Gipsy Moth IV is an unlucky boat
Gipsy Moth IV has not been a lucky boat. When launched in the Solent back in 1966, Francis Chichester was horrified at how tender she was, but with Alec Rose soon to set sail again in his own boat, Lively Lady, there was no time for modifications. He found her a pig to sail and all those who have sailed in her since have marvelled that an ailing pensioner could get her around the world on his own.
She was almost wrecked on a reef in Rangiroa and, though both admit they were to blame, the skipper and mate had their careers blemished more severely than if they had put a boat ashore which was not so newsworthy.
And even for me she was the challenge I was denied. I had been promised the Atlantic crossing, but the demands of the office prevented this and James Jermain took my place. Next I was set to join her for the Panama – Galapagos trip, but, again, flying times, and turn around times conspired against this. Next up was a leg in the South Pacific, but the stranding put paid to this and also the chance to sail her from Auckland to Sydney as she was shipped there instead.
Even now as she wends her weary way home, the destinations in which I was supposed to have joined her have shrunk from Gibraltar, to La Coruna, to Brest, to Falmouth. In the end Gib was too far between production weeks at the office and the others she has failed to put into for various reasons of deadline time and weather.
Though I was fortunate to make the outward passage from Gibraltar to Tenerife, and to have transitted the Suez Canal aboard her, for me , at least Gipsy Moth IV’s second circumnavigation, has been a voyeuristic one…like reading Chichester’s account of the first round-the-world trip!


**What to do**:
All lines of the material that contain "caption" must be copied out.

☆ ☆ ☆ ☆ ☆

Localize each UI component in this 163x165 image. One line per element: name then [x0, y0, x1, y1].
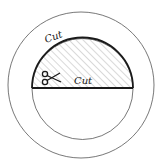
line-cut-label: Cut [74, 75, 93, 86]
cut-diagram: Cut Cut [0, 0, 163, 165]
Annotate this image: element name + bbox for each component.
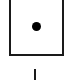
dot-icon — [32, 22, 41, 31]
connector-line — [34, 69, 36, 80]
diagram-canvas — [0, 0, 67, 80]
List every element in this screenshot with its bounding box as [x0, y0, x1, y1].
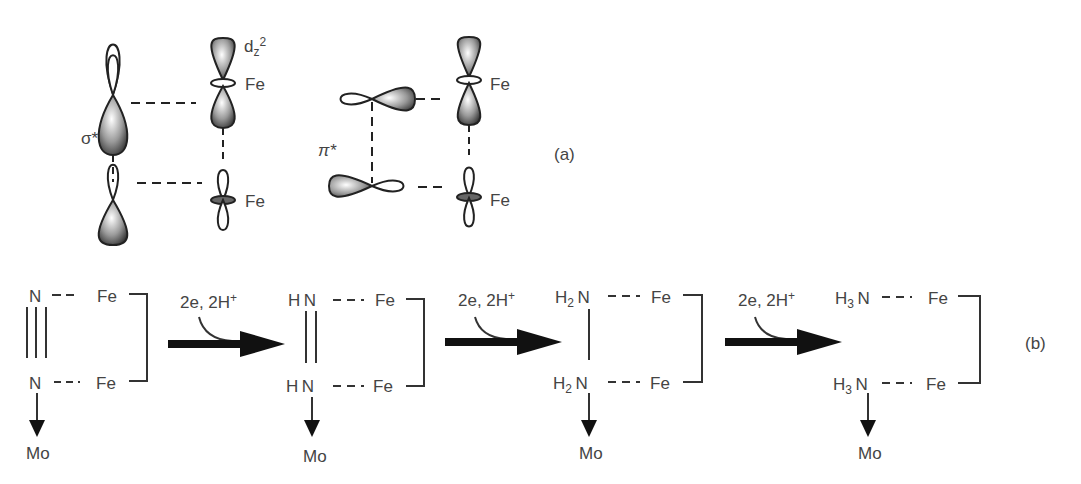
- diagram-canvas: [0, 0, 1081, 484]
- step2-mo: Mo: [303, 448, 327, 465]
- step2-fe-bottom: Fe: [373, 378, 393, 395]
- fe-label-sigma-bottom: Fe: [245, 193, 265, 210]
- step3-fe-top: Fe: [651, 289, 671, 306]
- panel-label-a: (a): [554, 146, 575, 163]
- pi-star-bonds: [372, 99, 469, 187]
- step2-fe-top: Fe: [375, 292, 395, 309]
- sigma-star-label: σ*: [81, 130, 98, 147]
- step1-fe-bottom: Fe: [96, 375, 116, 392]
- step1-n-top: N: [29, 288, 41, 305]
- step3-fe-bottom: Fe: [650, 375, 670, 392]
- fe-label-sigma-top: Fe: [245, 76, 265, 93]
- pi-star-label: π*: [318, 142, 336, 159]
- p-orbital-lobe-shaded: [99, 95, 128, 155]
- step2-hn-top: H N: [288, 292, 316, 309]
- dz2-orbital-top: [211, 38, 234, 80]
- step4-h3n-top: H3 N: [835, 290, 870, 310]
- panel-label-b: (b): [1025, 335, 1046, 352]
- step1-fe-top: Fe: [97, 288, 117, 305]
- pi-star-orbital-set: [329, 37, 481, 227]
- step3-h2n-top: H2 N: [555, 289, 590, 309]
- sigma-star-bonds: [113, 103, 223, 183]
- reaction-scheme-lines: [27, 294, 980, 420]
- step3-h2n-bottom: H2 N: [553, 375, 588, 395]
- sigma-star-orbital-set: [99, 38, 235, 245]
- step4-fe-bottom: Fe: [926, 376, 946, 393]
- reagent-2: 2e, 2H+: [458, 290, 515, 309]
- step4-h3n-bottom: H3 N: [833, 376, 868, 396]
- step4-mo: Mo: [858, 445, 882, 462]
- dz2-label: dz2: [244, 36, 266, 58]
- step1-mo: Mo: [26, 445, 50, 462]
- reagent-1: 2e, 2H+: [180, 292, 237, 311]
- fe-label-pi-bottom: Fe: [490, 192, 510, 209]
- reaction-arrows[interactable]: [29, 329, 876, 437]
- step1-n-bottom: N: [29, 375, 41, 392]
- step4-fe-top: Fe: [928, 290, 948, 307]
- fe-label-pi-top: Fe: [490, 76, 510, 93]
- reagent-3: 2e, 2H+: [738, 290, 795, 309]
- step2-hn-bottom: H N: [286, 378, 314, 395]
- step3-mo: Mo: [579, 445, 603, 462]
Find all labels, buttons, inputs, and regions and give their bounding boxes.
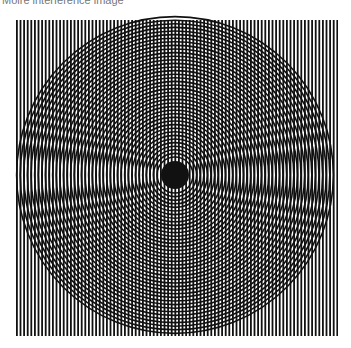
center-dot [161,161,189,189]
moire-pattern [0,0,351,348]
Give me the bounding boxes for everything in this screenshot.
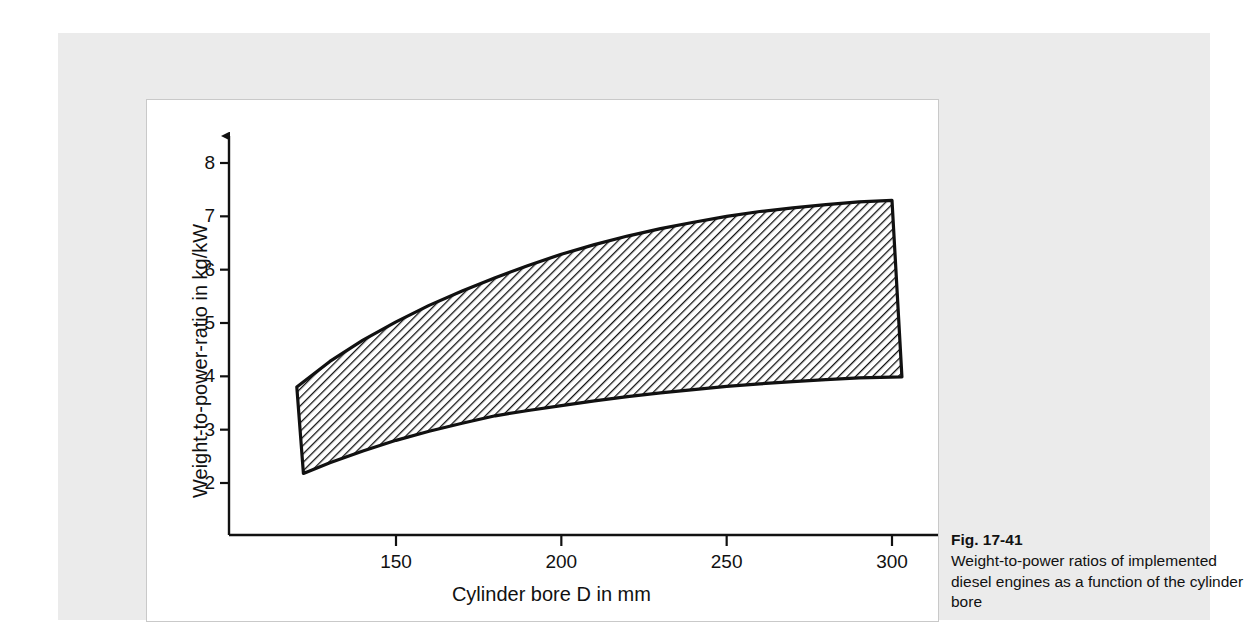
- figure-panel: 2345678 150200250300 Cylinder bore D in …: [58, 33, 1210, 620]
- x-tick-label: 150: [380, 551, 412, 573]
- chart-plot-area: [147, 100, 938, 621]
- figure-caption: Fig. 17-41 Weight-to-power ratios of imp…: [951, 530, 1248, 613]
- x-tick-label: 300: [876, 551, 908, 573]
- y-axis-title: Weight-to-power-ratio in kg/kW: [189, 224, 212, 498]
- x-tick-label: 250: [711, 551, 743, 573]
- x-tick-label: 200: [545, 551, 577, 573]
- data-band: [297, 200, 902, 473]
- x-axis-title: Cylinder bore D in mm: [452, 583, 651, 606]
- figure-caption-text: Weight-to-power ratios of implemented di…: [951, 551, 1248, 612]
- y-tick-label: 8: [204, 152, 215, 174]
- plot-card: 2345678 150200250300 Cylinder bore D in …: [146, 99, 939, 622]
- figure-number: Fig. 17-41: [951, 530, 1248, 550]
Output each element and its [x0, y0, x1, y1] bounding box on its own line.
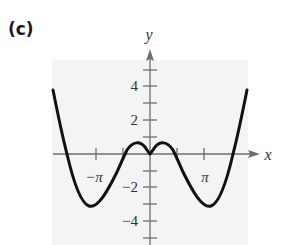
y-axis-label: y — [143, 26, 153, 44]
x-tick-label-neg-pi: −π — [85, 169, 103, 185]
y-tick-label-neg2: −2 — [122, 179, 138, 195]
y-tick-label-2: 2 — [131, 112, 139, 128]
y-tick-label-neg4: −4 — [122, 213, 138, 229]
x-axis-label: x — [263, 146, 271, 163]
y-tick-label-4: 4 — [131, 78, 139, 94]
chart-canvas: 4 2 −2 −4 −π π x y — [0, 0, 293, 245]
x-tick-label-pi: π — [201, 169, 209, 185]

☆ ☆ ☆ ☆ ☆

**Solution to the problem**:
- figure-caption: Fig. 17-41 Weight-to-power ratios of imp…: [951, 530, 1248, 613]
- figure-caption-text: Weight-to-power ratios of implemented di…: [951, 551, 1248, 612]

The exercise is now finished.